If you try to separate "it" from the practices/actions/priorities it is encouraging, then I don't think there is any "thing" left. It becomes only a vague statement of belief - something like "the best evidence should be considered along with other things" where the meaning of the component words/phrases is interpreted differently/contested anyway. Embedded in the notion are things like "there should be more rationality and probabilistic thinking rather than going with the gut/(manipulated) flow in medicine". And "effects matter and things should be rigorously evaluated and those evaluations should influence what happens next." And of course, even without the articulation of something called EBM, those things existed. EBM then is characterized by its particular "things" - in particular, the systematic review, the trial, probabilistic statistics.

What there is, is a lobby/community for particular types of changes to health research, health information, healthcare practice, health regulation/payment, health professional education etc, and the interventions being promoted that would make these things different to the way they would have been without a lobby for those changes. And if that lobby rallying around those changes that people want to see (very loosely categorized as "believing in EBM") hadn't existed, we would be better or worse off or no different, in different ways.

Tried not to use the word paradigm, but really, isn't that what's left about what "EBM" is, if it's not its interventions and its lobby/community? This thing formed, but other things would have emerged if this hadn't existed. Maybe it's neither music nor performance: it's a kind of "rules" for musicians and audience, and its school of adherents, perhaps.

Hilda


On Fri, May 10, 2013 at 4:54 AM, Michael Power <[log in to unmask]> wrote:
Thanks Amy and Hilda

I was trying to clarify the difference between evidence on "the effects of EBM systems" and evidence on "EBM".

To use a musical analogy, this is the difference between evaluating a performance and evaluating the music - hitting headlines this morning is the cancellation of a new production of Richard Wagner's Tannhauser. The problem was not with the music, but with the Nazi overtones in the production.

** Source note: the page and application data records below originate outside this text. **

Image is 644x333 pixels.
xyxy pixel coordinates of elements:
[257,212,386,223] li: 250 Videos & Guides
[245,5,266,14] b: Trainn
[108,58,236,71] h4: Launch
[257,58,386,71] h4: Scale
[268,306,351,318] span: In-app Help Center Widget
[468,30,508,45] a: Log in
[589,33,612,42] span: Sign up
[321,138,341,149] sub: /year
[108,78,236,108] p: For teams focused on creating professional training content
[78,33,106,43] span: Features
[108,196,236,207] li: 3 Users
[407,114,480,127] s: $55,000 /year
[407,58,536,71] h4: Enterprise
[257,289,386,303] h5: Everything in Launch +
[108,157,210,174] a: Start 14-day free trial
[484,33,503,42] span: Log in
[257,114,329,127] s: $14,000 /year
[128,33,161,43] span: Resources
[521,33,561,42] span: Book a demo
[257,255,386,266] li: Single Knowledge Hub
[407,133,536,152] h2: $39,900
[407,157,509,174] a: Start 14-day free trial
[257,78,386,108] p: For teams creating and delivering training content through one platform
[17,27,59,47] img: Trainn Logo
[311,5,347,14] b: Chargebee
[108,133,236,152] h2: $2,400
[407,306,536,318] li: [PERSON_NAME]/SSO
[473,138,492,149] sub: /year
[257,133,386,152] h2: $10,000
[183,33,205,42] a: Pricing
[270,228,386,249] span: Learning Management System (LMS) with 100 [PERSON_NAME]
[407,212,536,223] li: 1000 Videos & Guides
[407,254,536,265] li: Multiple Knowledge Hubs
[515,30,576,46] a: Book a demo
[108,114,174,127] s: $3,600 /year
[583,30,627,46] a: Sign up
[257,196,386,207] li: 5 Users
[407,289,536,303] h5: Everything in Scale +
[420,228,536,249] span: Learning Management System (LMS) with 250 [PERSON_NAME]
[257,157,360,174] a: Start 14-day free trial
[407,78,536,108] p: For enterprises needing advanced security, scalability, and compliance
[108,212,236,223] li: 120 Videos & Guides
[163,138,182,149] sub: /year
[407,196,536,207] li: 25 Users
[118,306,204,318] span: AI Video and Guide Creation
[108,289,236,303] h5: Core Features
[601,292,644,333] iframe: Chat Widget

Critics of EBM point out problems with the performance and make it seem that there are problems with the music - examples available on request.

There is a similar problem with defining and explaining EBM. If you define or evaluate EBM by outcomes or applications, you are assuming that the performance IS the music. How will you improve your performance or develop a totally new production for your show?

Changing the metaphor, I prefer to think of EBM more as a journey guided by the aspiration to make optimal decisions (our fixed star) than an itinerary with route and destinations that must continually evolve even if they were initially predefined.